Thread overview
Antipattern in core.memory.GC.addRange?
Sep 23, 2017
safety0ff
September 22, 2017
GC.addRange has this signature:

static nothrow @nogc void addRange(in void* p, size_t sz, const TypeInfo ti = null);

I see a large problem with this. Let's say you malloc an array of struct pointers:

struct Foo { ... }

import core.stdc.stdlib;
auto ptrs = (cast(Foo *)malloc(Foo.sizeof * 10))[0 .. 10];

Now, you want to store GC pointers in that block, you need to add the range to the GC:

GC.addRange(ptrs.ptr, ptrs.length);

See the problem? Why would addRange work this way, when D has such a better mechanism for this? Can we fix it?

-Steve
September 23, 2017
On Friday, 22 September 2017 at 21:29:10 UTC, Steven Schveighoffer wrote:
> GC.addRange has this signature:
>
> static nothrow @nogc void addRange(in void* p, size_t sz, const TypeInfo ti = null);
>
> I see a large problem with this. Let's say you malloc an array of struct pointers:
>
> struct Foo { ... }
>
> import core.stdc.stdlib;
> auto ptrs = (cast(Foo *)malloc(Foo.sizeof * 10))[0 .. 10];
>
> Now, you want to store GC pointers in that block, you need to add the range to the GC:
>
> GC.addRange(ptrs.ptr, ptrs.length);
>
> See the problem?

Yes, you forgot to multiply by Foo.sizeof.
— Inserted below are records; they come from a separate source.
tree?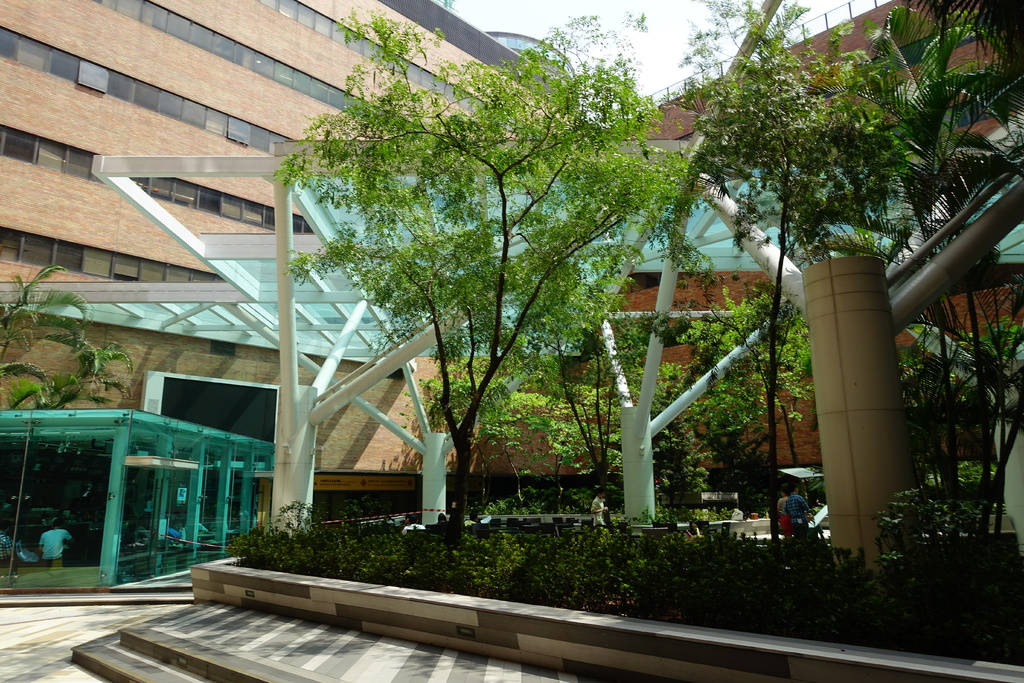
pyautogui.locateOnScreen(250, 5, 689, 534)
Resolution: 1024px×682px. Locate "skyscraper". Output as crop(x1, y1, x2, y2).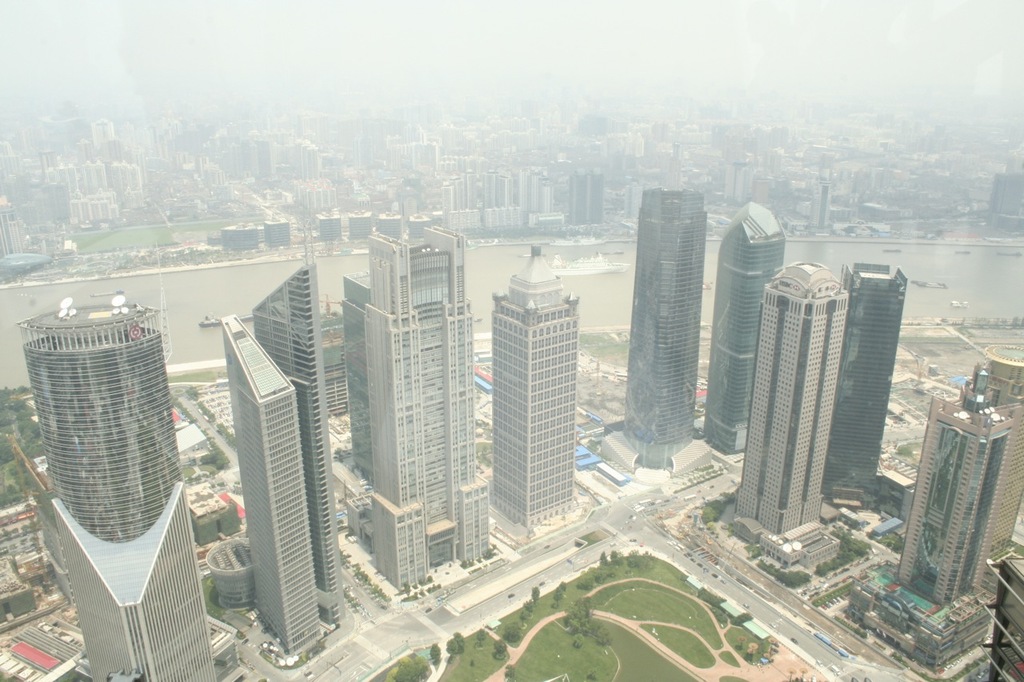
crop(10, 300, 227, 681).
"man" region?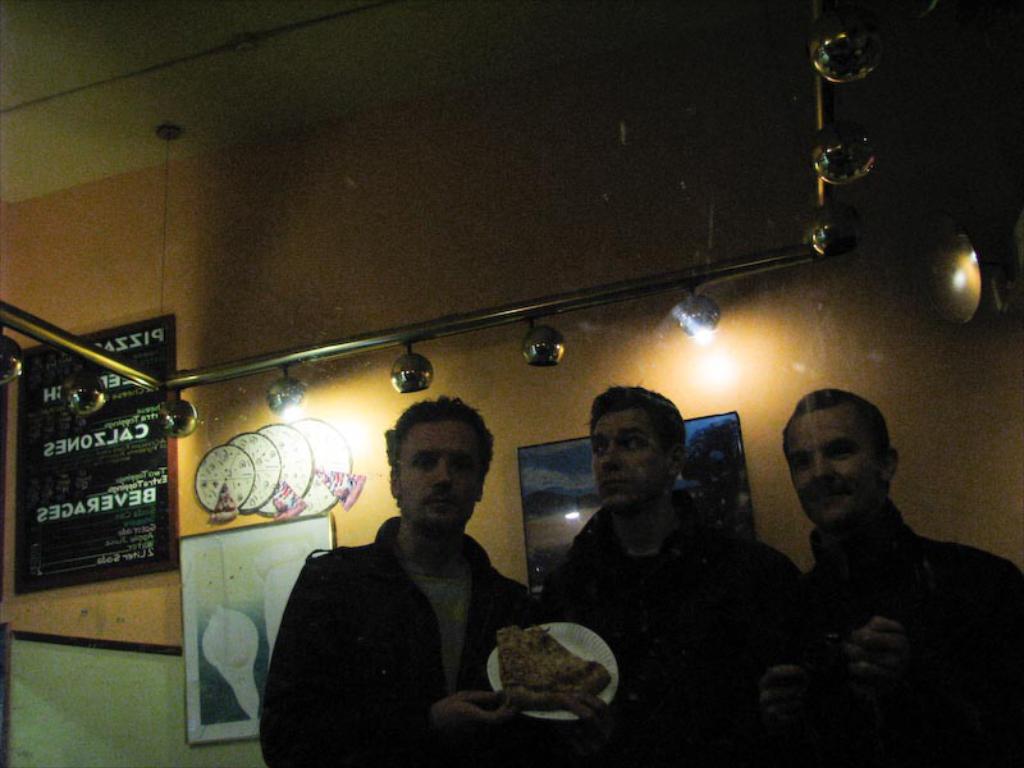
[left=760, top=387, right=1023, bottom=767]
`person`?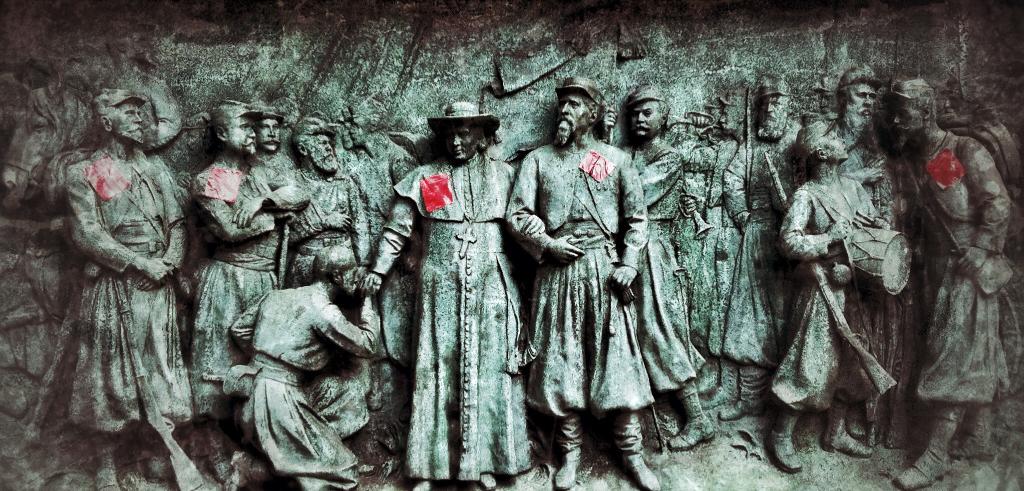
<box>504,77,662,490</box>
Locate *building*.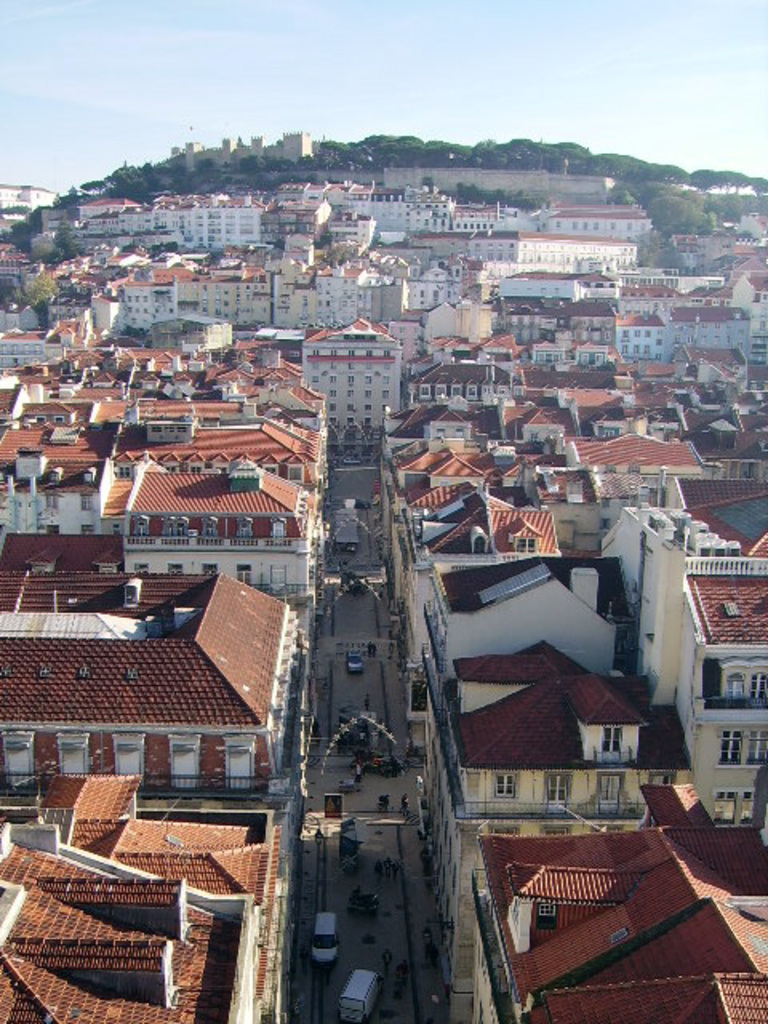
Bounding box: [0, 563, 294, 797].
Using the pattern from the example in the documentation,
the code would be:

size_t bytes = Foo.sizeof * 10;
auto ptrs = (cast(Foo *)malloc(bytes))[0 .. 10];
GC.addRange(ptrs.ptr, bytes);

September 23, 2017
On Friday, 22 September 2017 at 21:29:10 UTC, Steven Schveighoffer wrote:
> GC.addRange has this signature:
>
> static nothrow @nogc void addRange(in void* p, size_t sz, const TypeInfo ti = null);
>
> I see a large problem with this. Let's say you malloc an array of struct pointers:
>
> struct Foo { ... }
>
> import core.stdc.stdlib;
> auto ptrs = (cast(Foo *)malloc(Foo.sizeof * 10))[0 .. 10];
>
> Now, you want to store GC pointers in that block, you need to add the range to the GC:
>
> GC.addRange(ptrs.ptr, ptrs.length);
>
> See the problem? Why would addRange work this way, when D has such a better mechanism for this? Can we fix it?
>
> -Steve

How about adding a template wrapper function, along the lines of:
static void addRange(T)(const T[] arr)
{
    addRange(arr.ptr, T.sizeof * arr.length, typeid(T));
}


To core.memory.GC?
September 23, 2017
On 9/23/17 1:30 AM, safety0ff wrote:
> On Friday, 22 September 2017 at 21:29:10 UTC, Steven Schveighoffer wrote:
>> GC.addRange has this signature:
>>
>> static nothrow @nogc void addRange(in void* p, size_t sz, const TypeInfo ti = null);
>>
>> I see a large problem with this. Let's say you malloc an array of struct pointers:
>>
>> struct Foo { ... }
>>
>> import core.stdc.stdlib;
>> auto ptrs = (cast(Foo *)malloc(Foo.sizeof * 10))[0 .. 10];
>>
>> Now, you want to store GC pointers in that block, you need to add the range to the GC:
>>
>> GC.addRange(ptrs.ptr, ptrs.length);
>>
>> See the problem?
> 
> Yes, you forgot to multiply by Foo.sizeof.
> 
> Using the pattern from the example in the documentation,
> the code would be:
> 
> size_t bytes = Foo.sizeof * 10;
> auto ptrs = (cast(Foo *)malloc(bytes))[0 .. 10];
> GC.addRange(ptrs.ptr, bytes);
> 

Right, the problem is that the API accepts this without error, because of the implicit cast to void *.

The simple rule should be that if we can prevent something obviously wrong from compiling, we should do so.

-Steve
September 23, 2017
On 9/23/17 1:55 AM, Petar Kirov [ZombineDev] wrote:

> 
> How about adding a template wrapper function, along the lines of:
> static void addRange(T)(const T[] arr)
> {
>      addRange(arr.ptr, T.sizeof * arr.length, typeid(T));
> }
> 
> 
> To core.memory.GC?

It sounds good. But will it be accepted?

Note, the true implementation should use integer overflow to reject invalid arrays.